What you should know about the Trump ad banned from TV

The Donald J. Trump for President campaign funded a controversial ad peddling fears about immigration ahead of the midterm elections. President Trump tweeted the longer version, and a shorter, 30-second version of the same ad ran on television networks, including NBC and Fox, while also appearing on Facebook.

Now, those networks have pulled the ad and said that it won’t be aired in the future. That’s the right call.

The ad itself is a short montage of expletive-laden clips from the trial of an illegal immigrant, Luis Bracamontes, convicted of murdering two police officers. It includes footage of masses of people breaking down various barriers, then turns to footage of Trump.

In the shorter version, the narrator links the caravan to Bracamontes, saying, “Illegal criminals like cop killer Luis Bracamontes don’t care about our laws. America can not allow this invasion. The migrant caravan must be stopped.” The tone then becomes more upbeat, telling viewers, “President Trump and his allies will protect our border and keep our families safe. America’s future depends on you. Stop the Caravan. Vote Republican.”

In the longer version, Bracamontes is explicitly blamed on Democrats, with text overlying the clips reading, “Democrats let him into our country. Democrats let him stay.”

Not only is the ad designed to play to racist and xenophobic fears, baselessly labeling immigrants as murderous criminals and trying to portray the caravan as some kind of marauding gang of Bracamontes clones, but it is also factually incorrect.

Bracamontes has no affiliation with the caravan and presumably did not come to the U.S. in any sort of procession like it. He entered the country illegally several times and was deported several times before he was convicted of murdering two police officers in Sacramento in 2014. Neither Democrats nor Republicans seemed keen on letting him in or letting him stay, as he was repeatedly arrested and deported. Indeed, if anyone were to be guilty of letting him go, it would be Sheriff Joe Arpaio, who released him after a drug arrest in 1998.

Moreover, the caravan has been breaking up day by day and may never even make it to the U.S. border. As Fox News’ Shepard Smith put it: “There is no invasion. No one is coming to get you. There’s nothing at all to worry about.” He’s correct, and in more ways than one.

Put simply, the ad’s message is tried-and-true fearmongering: The outsiders are coming to kill you, and I’m the strong man to save you.

Major networks have pulled the ad and joined CNN, which never ran it in the first place. It did, however, run during last night’s NFL game.

Some will surely decry this as infringement on free speech. That argument would hold water if it were a public square. But Fox News, Facebook, and NBC are private companies, designed to make a profit and dependent on viewers tuning in, not tuning out because of vicious, factually incorrect, and racially charged advertising.

Perhaps, fueled by the constant rhetoric from Trump, network execs thought at first that the ad was not so beyond the pale. Perhaps there was little oversight or thought put into the decision to take the money and run the ad. Either way, major American television networks and Facebook did not, themselves, think the ad too racist or false to run until it threatened their bottom line.

For his part, Trump reacted to the outrage with outright and implausible denial. He told reporters on Monday that he was unaware of the ad, saying, “You’re telling me something I don’t know about.” He then went on to defend the content he claimed to know nothing about, “We have a lot of ads and they certainly are effective, based on the numbers that we’re seeing.”

When reporters pushed back that it was offensive, he responded: “A lot of things are offensive. Your questions are offensive a lot of time, so, you know.”

The ad and its denial have no place in this country. Fox and NBC were right to join CNN in condemning it, but they should not have aired it in the first place.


Exercise requirements: Each line with the string "alternative" is to be copied from the records below.

[Recorded data]
Segment Open

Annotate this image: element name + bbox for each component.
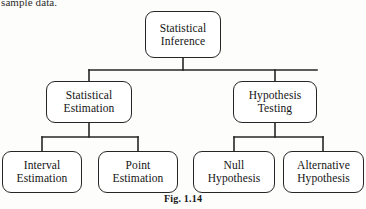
node-null-hypothesis-line1: Null xyxy=(196,159,272,172)
node-null-hypothesis-line2: Hypothesis xyxy=(196,172,272,185)
node-alternative-hypothesis: Alternative Hypothesis xyxy=(283,151,364,193)
node-interval-estimation-line1: Interval xyxy=(5,159,79,172)
node-statistical-inference-line2: Inference xyxy=(148,35,218,48)
node-interval-estimation: Interval Estimation xyxy=(2,151,82,193)
node-point-estimation-line2: Estimation xyxy=(101,172,175,185)
figure-caption: Fig. 1.14 xyxy=(0,193,366,204)
node-alternative-hypothesis-line2: Hypothesis xyxy=(286,172,361,185)
node-statistical-estimation-line1: Statistical xyxy=(49,89,129,102)
node-statistical-estimation-line2: Estimation xyxy=(49,102,129,115)
node-hypothesis-testing-line1: Hypothesis xyxy=(236,89,314,102)
node-null-hypothesis: Null Hypothesis xyxy=(193,151,275,193)
node-hypothesis-testing: Hypothesis Testing xyxy=(233,81,317,123)
node-statistical-inference: Statistical Inference xyxy=(145,11,221,58)
node-alternative-hypothesis-line1: Alternative xyxy=(286,159,361,172)
node-point-estimation-line1: Point xyxy=(101,159,175,172)
node-statistical-inference-line1: Statistical xyxy=(148,22,218,35)
node-statistical-estimation: Statistical Estimation xyxy=(46,81,132,123)
node-point-estimation: Point Estimation xyxy=(98,151,178,193)
node-interval-estimation-line2: Estimation xyxy=(5,172,79,185)
node-hypothesis-testing-line2: Testing xyxy=(236,102,314,115)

Segment Closed

Output for this exercise:
node-alternative-hypothesis: Alternative Hypothesis xyxy=(283,151,364,193)
node-alternative-hypothesis-line2: Hypothesis xyxy=(286,172,361,185)
node-alternative-hypothesis-line1: Alternative xyxy=(286,159,361,172)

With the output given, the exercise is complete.